Photos x Chad X. Ali
Rob Hardy has become a household name as a is a well-known film director, producer, screenwriter, and television director for projects including Stomp the Yard, Grey’s Anatomy, and The Quad. His newfound passion for production is based on his commitment to give back to the next generation of filmmakers through his Amazing Stories Foundation.
Seeing Spike Lee was the first time I thought about filmmaking. Around that time, Robert Townsend came out with Hollywood Shuffle, so there were like all these Black folks that were coming out doing stuff. My dad was like, that ain’t no real business, so when I went to FAMU, my plan was to get my degree in engineering and transition my summer internships into special effects, because that’s filmmaking.
So we did a movie at FAM called Chocolate City. I wrote it and directed it. We got some kids from Florida State Film School to do the technical, and we got our family you folks to do everything else. So it’s me it’s me, my man Will Packer, Jay Carter, a few other folks put that together. All of a sudden, we were the movie guys. We convinced our parents to let us not get jobs for five years, and we were going to move to Atlanta to pursue this film dream.
I came from true independence, I was just happy to be there doing whatever I could do. That was my mentality at the time, we were starving artists. Will and I grew in filmmaking, and it was our productions. We could hire who we wanted to, so we always had diverse crews. But when I started doing TV, we’re in Adamsville, and this crew didn’t really reflect what the city looks like. I started to notice that then, and what I kept getting was, ‘You know, we can’t find anybody.’ That’s where the seed of Amazing Stories started.
I got intentional about getting good people who want to be trained and preparing them to go into the business. That doesn’t mean just having a program and you get money and you put out numbers, I genuinely want to see this community do good economically through giving its people a job. That’s the intention.
If you are government workers, or in politics, then you can side with that mission and say if you want to shoot in my county, if you want to shoot in my city, we would prefer that you consider X number of people from these programs. We’re not going to force that on you, what we will say is that we’ll give you incentives. So the more of these people that you hire and you pay them, the more incentives that you get. The reason why that’s important is because if I’m just some person coming in from another state, I may or may not care about that community. I do personally, but somebody else may not. But what I do care about is my bottom line. So if you incentivize those people and you’re confirming that these people are trained and vetted, why not? I may not fill my crew with them, but I’ll take one or two if it gives me X, Y, and Z. But again, that’s buy-in from the reps. If the reps are on that, and there are the programs, that’s how you can create a pipeline.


### Task to complete
Repeat only the lines below from the one containing "Image is 868x416 pixels." through the one containing "Image is 476x238 pixels.", inclusive, exactly as written.

Data about app and page elements
>>>
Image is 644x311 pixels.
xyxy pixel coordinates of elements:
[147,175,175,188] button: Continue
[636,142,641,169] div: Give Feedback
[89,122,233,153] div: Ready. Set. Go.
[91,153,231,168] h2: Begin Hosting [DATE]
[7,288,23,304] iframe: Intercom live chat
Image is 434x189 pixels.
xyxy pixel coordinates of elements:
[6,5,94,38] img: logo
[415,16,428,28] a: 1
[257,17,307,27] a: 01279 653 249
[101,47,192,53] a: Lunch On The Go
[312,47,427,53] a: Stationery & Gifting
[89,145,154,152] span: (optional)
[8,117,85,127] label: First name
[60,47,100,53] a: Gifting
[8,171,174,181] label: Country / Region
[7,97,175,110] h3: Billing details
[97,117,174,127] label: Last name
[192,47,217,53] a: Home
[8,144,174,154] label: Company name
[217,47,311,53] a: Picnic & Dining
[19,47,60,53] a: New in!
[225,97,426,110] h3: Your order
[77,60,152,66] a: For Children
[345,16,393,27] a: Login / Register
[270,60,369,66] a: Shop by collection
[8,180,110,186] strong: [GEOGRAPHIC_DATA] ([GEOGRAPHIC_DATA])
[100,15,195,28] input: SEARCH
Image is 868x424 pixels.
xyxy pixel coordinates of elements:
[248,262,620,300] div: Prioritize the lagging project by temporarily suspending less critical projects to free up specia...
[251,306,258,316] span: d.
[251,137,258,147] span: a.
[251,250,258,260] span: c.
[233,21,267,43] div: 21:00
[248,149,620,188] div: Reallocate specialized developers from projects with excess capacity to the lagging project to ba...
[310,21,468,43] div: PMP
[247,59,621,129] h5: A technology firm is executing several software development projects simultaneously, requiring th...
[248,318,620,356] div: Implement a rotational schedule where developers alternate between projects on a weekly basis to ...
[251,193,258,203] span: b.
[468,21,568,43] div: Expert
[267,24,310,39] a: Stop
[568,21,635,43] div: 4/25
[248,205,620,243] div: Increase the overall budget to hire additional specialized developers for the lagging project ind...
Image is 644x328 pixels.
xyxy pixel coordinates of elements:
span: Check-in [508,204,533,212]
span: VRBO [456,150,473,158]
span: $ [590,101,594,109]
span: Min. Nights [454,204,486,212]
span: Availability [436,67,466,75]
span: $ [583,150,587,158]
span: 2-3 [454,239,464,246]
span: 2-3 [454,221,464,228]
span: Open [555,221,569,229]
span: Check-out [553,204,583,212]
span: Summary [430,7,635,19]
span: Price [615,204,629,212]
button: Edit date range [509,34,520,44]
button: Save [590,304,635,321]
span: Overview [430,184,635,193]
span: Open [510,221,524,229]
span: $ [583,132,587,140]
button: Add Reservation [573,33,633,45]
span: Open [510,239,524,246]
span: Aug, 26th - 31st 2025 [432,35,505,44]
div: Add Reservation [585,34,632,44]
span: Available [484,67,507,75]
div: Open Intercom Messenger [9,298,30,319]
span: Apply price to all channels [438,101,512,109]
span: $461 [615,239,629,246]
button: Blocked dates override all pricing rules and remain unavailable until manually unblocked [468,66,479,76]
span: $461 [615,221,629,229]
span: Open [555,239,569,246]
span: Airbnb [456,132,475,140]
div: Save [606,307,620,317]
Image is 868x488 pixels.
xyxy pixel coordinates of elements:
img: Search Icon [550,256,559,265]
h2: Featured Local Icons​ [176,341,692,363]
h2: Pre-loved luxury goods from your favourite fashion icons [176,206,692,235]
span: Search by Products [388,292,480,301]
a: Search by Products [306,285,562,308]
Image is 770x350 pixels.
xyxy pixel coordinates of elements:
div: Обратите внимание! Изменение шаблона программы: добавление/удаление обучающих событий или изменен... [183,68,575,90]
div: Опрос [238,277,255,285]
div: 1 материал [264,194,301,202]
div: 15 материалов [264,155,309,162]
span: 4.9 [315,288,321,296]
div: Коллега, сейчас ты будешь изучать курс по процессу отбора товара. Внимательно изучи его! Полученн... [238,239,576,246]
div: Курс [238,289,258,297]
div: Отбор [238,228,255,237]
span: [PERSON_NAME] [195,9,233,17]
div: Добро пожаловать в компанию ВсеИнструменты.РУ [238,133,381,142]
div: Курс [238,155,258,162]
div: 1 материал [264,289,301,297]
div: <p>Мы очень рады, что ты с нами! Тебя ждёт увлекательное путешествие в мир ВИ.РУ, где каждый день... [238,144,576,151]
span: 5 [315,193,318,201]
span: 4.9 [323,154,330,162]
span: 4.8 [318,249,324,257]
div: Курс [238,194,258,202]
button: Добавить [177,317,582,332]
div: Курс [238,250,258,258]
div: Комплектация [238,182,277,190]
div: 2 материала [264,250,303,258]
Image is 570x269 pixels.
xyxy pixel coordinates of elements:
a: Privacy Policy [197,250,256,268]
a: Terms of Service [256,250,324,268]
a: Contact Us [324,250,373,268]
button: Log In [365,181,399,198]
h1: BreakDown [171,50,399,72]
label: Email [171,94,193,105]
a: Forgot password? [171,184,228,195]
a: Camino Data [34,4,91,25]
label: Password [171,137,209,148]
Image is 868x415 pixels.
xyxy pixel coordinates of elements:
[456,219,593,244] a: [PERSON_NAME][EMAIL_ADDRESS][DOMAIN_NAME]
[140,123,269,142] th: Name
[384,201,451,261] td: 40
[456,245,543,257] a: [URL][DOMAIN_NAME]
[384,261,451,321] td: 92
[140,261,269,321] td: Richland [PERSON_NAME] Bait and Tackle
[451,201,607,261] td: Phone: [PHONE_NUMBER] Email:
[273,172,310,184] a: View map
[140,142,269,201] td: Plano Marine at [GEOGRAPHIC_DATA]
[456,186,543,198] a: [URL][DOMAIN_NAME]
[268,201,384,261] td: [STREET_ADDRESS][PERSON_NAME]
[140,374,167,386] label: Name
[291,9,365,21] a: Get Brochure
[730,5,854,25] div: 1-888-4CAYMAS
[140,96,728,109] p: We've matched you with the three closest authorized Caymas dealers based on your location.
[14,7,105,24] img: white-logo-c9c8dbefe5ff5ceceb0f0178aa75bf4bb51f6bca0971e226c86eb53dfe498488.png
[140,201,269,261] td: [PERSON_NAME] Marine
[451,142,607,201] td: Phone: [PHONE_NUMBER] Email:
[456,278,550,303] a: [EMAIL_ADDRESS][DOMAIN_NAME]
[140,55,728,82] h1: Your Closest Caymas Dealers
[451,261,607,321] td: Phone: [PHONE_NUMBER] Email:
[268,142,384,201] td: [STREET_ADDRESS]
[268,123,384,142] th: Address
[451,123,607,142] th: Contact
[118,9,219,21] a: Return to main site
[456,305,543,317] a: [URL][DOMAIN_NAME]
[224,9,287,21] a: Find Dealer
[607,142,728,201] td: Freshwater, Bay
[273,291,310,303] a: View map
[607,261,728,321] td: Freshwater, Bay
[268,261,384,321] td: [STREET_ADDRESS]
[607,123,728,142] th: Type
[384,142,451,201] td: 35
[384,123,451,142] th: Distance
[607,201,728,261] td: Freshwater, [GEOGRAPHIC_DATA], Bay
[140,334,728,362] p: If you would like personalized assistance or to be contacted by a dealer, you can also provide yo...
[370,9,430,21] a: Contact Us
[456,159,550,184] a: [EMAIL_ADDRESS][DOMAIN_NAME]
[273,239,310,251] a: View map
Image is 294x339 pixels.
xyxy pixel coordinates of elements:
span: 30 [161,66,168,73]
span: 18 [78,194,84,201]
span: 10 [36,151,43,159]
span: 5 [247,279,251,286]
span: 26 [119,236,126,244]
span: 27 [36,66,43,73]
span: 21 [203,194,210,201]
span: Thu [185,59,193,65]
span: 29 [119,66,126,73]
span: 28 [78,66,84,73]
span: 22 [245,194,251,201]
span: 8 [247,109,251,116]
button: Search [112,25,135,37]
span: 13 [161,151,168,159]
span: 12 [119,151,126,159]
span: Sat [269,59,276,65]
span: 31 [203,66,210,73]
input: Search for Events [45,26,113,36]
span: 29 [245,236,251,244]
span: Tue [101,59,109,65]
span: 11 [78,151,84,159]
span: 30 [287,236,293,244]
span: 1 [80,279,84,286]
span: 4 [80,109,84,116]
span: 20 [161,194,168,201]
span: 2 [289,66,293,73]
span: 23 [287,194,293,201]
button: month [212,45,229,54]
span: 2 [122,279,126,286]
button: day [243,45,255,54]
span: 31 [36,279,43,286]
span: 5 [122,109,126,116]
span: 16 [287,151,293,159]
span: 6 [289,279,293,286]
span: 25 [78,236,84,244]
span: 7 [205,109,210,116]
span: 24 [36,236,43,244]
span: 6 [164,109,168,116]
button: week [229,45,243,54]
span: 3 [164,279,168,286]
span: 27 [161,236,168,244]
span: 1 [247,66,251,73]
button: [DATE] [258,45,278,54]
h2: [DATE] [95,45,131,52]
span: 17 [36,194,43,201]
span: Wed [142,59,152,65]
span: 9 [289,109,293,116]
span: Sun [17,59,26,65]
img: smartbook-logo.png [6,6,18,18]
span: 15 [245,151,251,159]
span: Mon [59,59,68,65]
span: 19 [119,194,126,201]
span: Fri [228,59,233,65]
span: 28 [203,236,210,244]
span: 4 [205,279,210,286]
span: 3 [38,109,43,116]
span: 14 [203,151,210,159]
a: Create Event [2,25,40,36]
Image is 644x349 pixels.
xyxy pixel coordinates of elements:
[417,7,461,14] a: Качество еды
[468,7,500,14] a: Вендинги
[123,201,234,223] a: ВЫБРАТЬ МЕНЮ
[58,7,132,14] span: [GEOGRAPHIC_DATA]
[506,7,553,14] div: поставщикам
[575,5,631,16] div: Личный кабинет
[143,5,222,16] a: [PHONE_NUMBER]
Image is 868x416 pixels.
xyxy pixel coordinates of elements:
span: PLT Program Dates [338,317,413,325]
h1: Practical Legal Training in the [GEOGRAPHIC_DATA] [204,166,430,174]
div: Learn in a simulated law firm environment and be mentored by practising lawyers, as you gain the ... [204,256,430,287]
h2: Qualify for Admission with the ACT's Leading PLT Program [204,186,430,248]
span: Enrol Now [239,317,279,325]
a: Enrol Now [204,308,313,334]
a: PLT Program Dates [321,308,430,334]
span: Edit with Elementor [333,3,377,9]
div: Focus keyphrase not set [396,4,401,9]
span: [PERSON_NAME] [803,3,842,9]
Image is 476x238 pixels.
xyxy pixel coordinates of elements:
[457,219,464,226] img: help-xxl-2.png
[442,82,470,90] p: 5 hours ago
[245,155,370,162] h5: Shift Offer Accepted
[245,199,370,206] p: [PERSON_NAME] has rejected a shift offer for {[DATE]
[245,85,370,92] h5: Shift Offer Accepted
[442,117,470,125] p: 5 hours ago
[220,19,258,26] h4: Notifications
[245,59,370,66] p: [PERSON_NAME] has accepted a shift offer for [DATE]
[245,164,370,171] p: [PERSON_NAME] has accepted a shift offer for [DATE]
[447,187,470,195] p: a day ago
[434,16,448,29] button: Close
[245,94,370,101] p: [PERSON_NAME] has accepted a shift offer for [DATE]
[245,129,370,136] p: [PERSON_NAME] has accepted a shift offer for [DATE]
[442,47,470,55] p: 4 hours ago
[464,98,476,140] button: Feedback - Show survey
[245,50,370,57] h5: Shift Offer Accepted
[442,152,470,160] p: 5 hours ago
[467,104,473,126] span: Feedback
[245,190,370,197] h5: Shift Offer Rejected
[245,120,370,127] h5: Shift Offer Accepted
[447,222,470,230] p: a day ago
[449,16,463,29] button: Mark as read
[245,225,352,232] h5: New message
<<<
### Completed task
Image is 868x416 pixels.
xyxy pixel coordinates of elements:
span: PLT Program Dates [338,317,413,325]
h1: Practical Legal Training in the [GEOGRAPHIC_DATA] [204,166,430,174]
div: Learn in a simulated law firm environment and be mentored by practising lawyers, as you gain the ... [204,256,430,287]
h2: Qualify for Admission with the ACT's Leading PLT Program [204,186,430,248]
span: Enrol Now [239,317,279,325]
a: Enrol Now [204,308,313,334]
a: PLT Program Dates [321,308,430,334]
span: Edit with Elementor [333,3,377,9]
div: Focus keyphrase not set [396,4,401,9]
span: [PERSON_NAME] [803,3,842,9]
Image is 476x238 pixels.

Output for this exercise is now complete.